The Mayor of Summerland is sharing the importance of emulating what she and council would like to see in the community through their actions as municipal leaders, by unanimously passing an anti-racial discrimination and anti-racism policy.
Mayor Toni Boot, who is Black, has continued to fight against racism and hate in her community and often speaks out about her experience as a woman of colour.
In the summer of 2020, a local family's home was targeted with racist graffiti and Boot rallied people behind the family.
Further incidents of racism have happened since then, which the mayor has been working with council in order to address.
When council attended a local government leadership course earlier this year, the Lidstone & Company law firm provided an anti-racial discrimination and anti-racism policy template for local governments to tailor as an organizational policy.
"They felt that not only was it the right thing to do, not only with increasing attacks on people of colour, but also because they felt that it was important for local governments to have these policies to protect them in the legal sense," Boot said.
District staff utilized the templated resource from Lidstone & Company as the foundation for the proposed District anti-racial discrimination and anti-racism policy, after council passed a motion to draft the policy.
"I know that people have been critical of this. It's not like by having this policy, it's going to wipe out racism. I mean, it's like other policies, regulations and laws; it doesn't completely end whatever behaviour you don't want to see, whether it's legal or not," Boot added.
"But it is a way of council showing leadership, and the district as a whole showing leadership and showing the rest of the community, whether you live here or you're a visitor here, that this is something that we would like to see throughout the community."
During a public comment period at Tuesday's council meeting and in the previous meeting two weeks ago, a resident of the community, Mary-Anne MacDonald, raised concerns she had about the anti-racism policy for the community.
MacDonald, said that from her perspective, the policy should expand beyond people of colour and Indigenous people, calling it 'discriminatory,' as it leaves out Caucasians.
"The guiding principles still refers to visitors of colour and Indigenous people and is exclusive to those groups," she said on Monday.
"The district acknowledges and recognizes the existence in our community of racism in all its forms. How about recognizing the existence of racial diversity in the community instead. I agree that some safeguards can be in place but to what extent and at what point do we become too politically correct and when is it racism versus vandalism?"
Boot addressed these comments when she spoke to Castanet.
"The reason the policy speaks specifically about Indigenous, Black and people of colour is because those are the communities that are [affected] when you're talking about race. You're not talking about white people. Those are the communities that are inevitably targeted by racial discrimination or racism."
MacDonald also questioned why staff and council members would need to attend the training sessions, every two years.
The sessions are to understand what the policy means and how to carry it through the workplace, Boot explained.
"You will sometimes hear people say, 'Well, I'm not a racist.' Well, if you don't know, if you can't say that you are an anti racist, then in my perspective, you need to do a little bit of learning and self examination. Because there's a big difference between I am an anti racist, and I am not a racist."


For the entries below, copy exactly the line that contains "is (1110, 566)." through the line that contains "At what (x,y)", both ends included, and exclude all pictures.
(The data Opens)
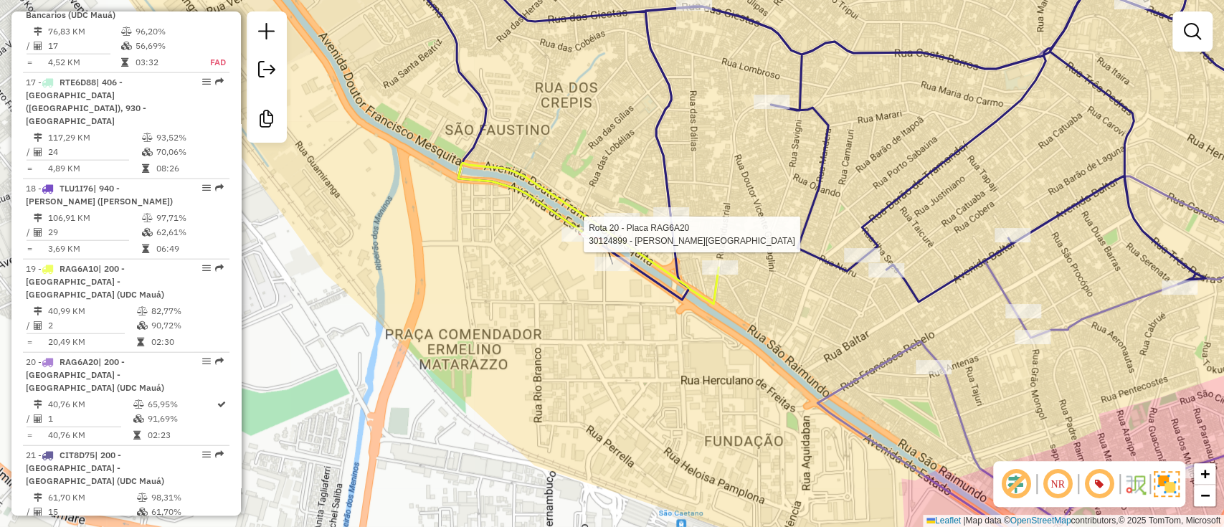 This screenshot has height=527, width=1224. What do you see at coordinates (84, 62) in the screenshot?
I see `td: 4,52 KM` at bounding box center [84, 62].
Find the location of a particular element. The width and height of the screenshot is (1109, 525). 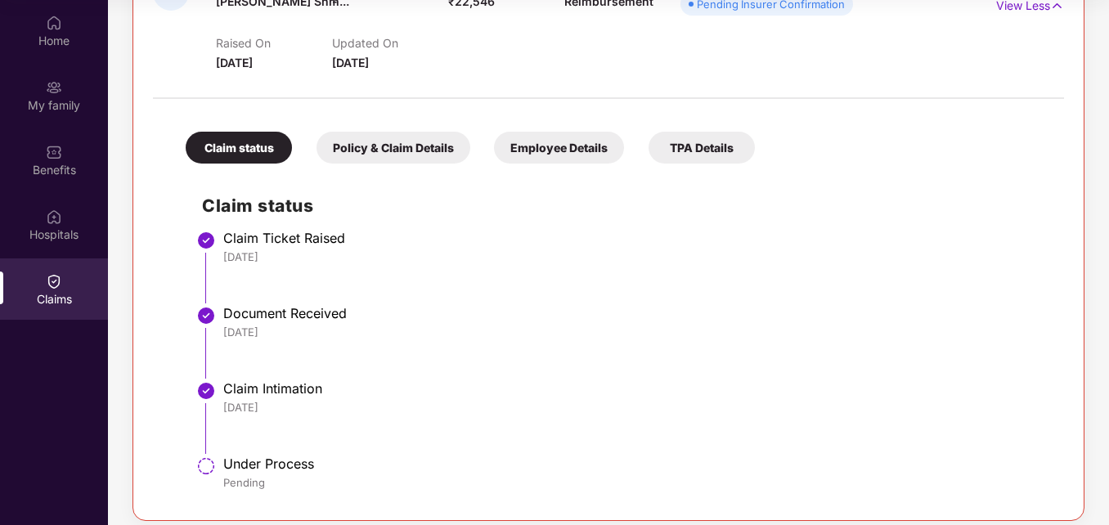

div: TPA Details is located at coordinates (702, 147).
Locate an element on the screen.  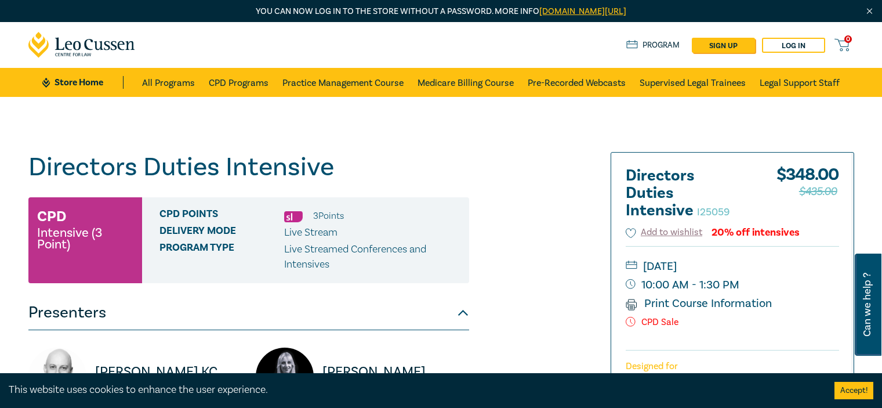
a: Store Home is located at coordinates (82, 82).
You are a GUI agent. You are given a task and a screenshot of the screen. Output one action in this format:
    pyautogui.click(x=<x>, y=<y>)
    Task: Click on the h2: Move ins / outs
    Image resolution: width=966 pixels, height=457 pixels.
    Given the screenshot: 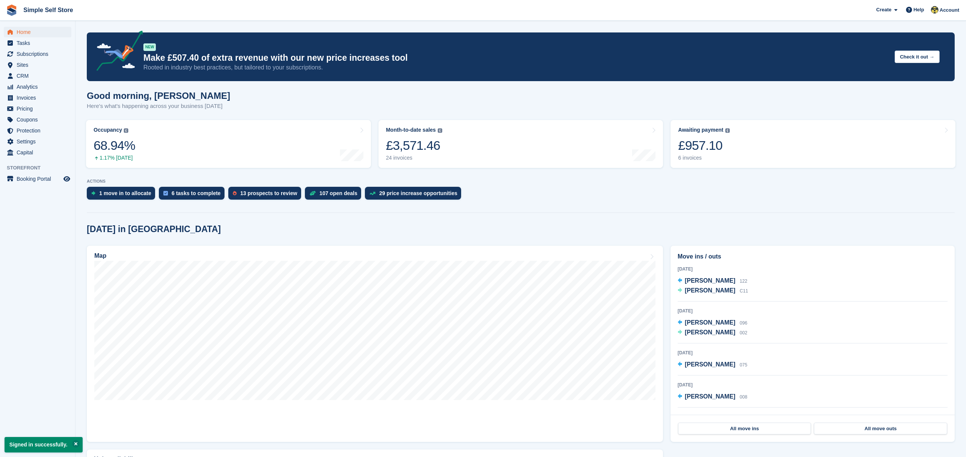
(The data Closes)
(The data Opens)
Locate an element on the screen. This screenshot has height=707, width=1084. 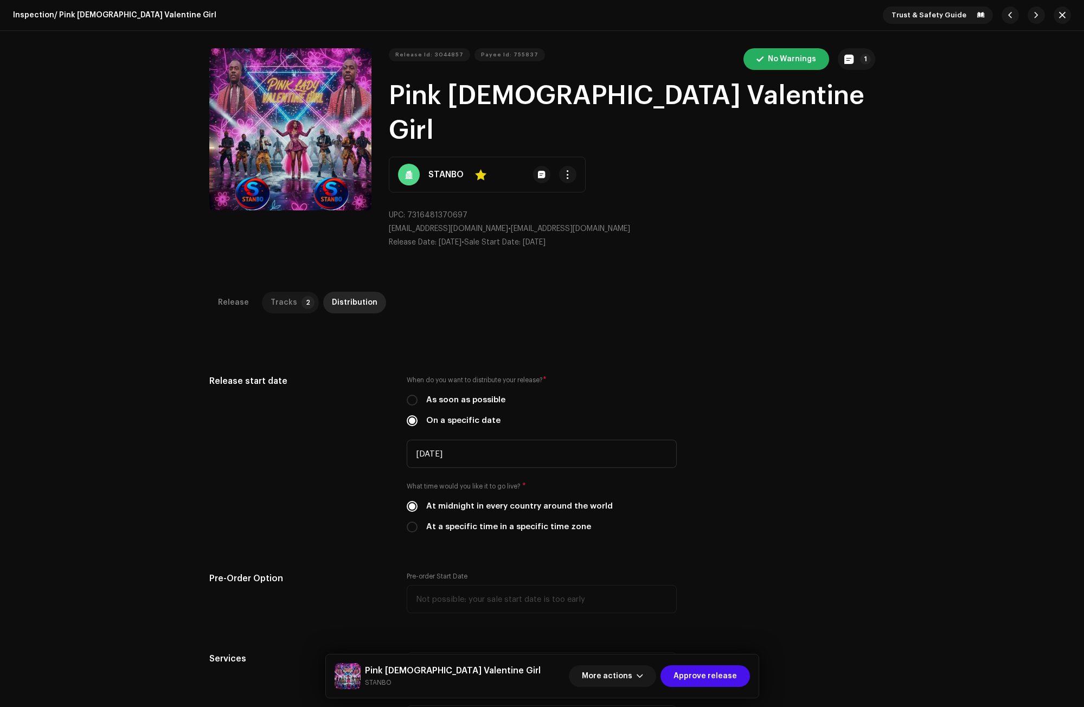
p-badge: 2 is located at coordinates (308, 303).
(The data Closes)
(The data Opens)
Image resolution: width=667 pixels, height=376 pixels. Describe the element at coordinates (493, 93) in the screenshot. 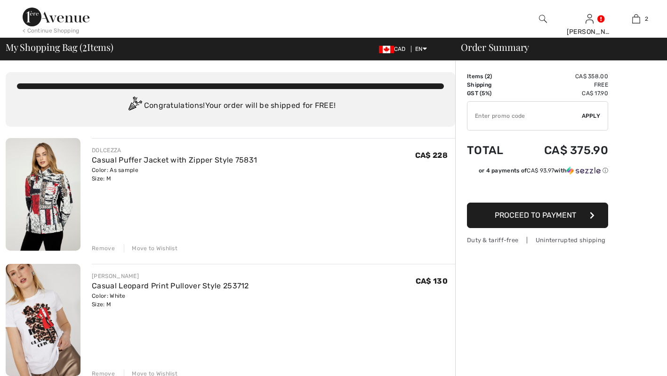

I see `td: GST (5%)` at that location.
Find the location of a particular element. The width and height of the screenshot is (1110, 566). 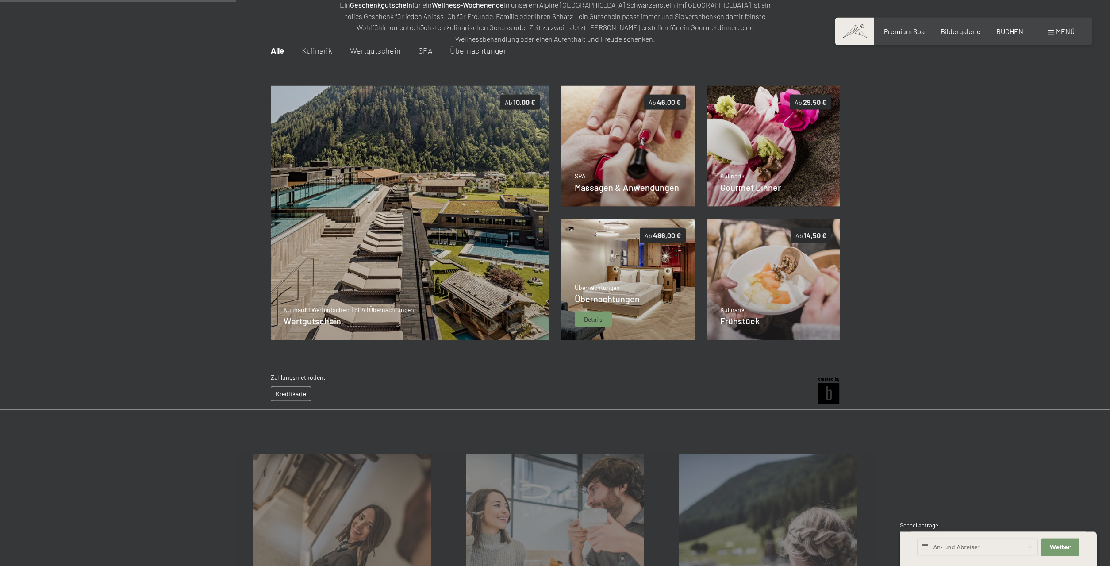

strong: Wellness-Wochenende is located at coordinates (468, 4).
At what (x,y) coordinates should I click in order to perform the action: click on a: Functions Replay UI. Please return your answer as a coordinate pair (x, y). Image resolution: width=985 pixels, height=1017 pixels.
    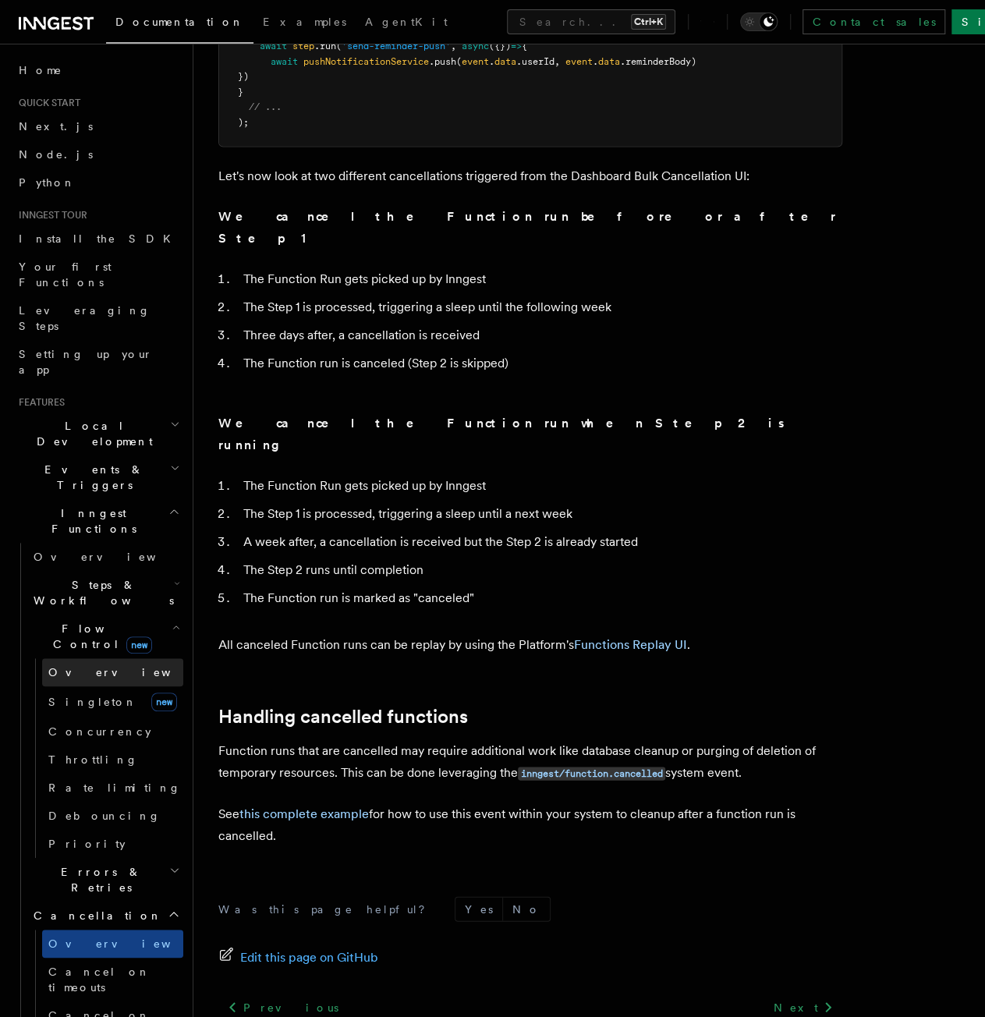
(The data Closes)
[Written reply]
Find the location of a particular element. The width and height of the screenshot is (1110, 566). 

strong: Wellness-Wochenende is located at coordinates (468, 4).
At what (x,y) coordinates should I click in order to perform the action: click on a: Functions Replay UI. Please return your answer as a coordinate pair (x, y). Image resolution: width=985 pixels, height=1017 pixels.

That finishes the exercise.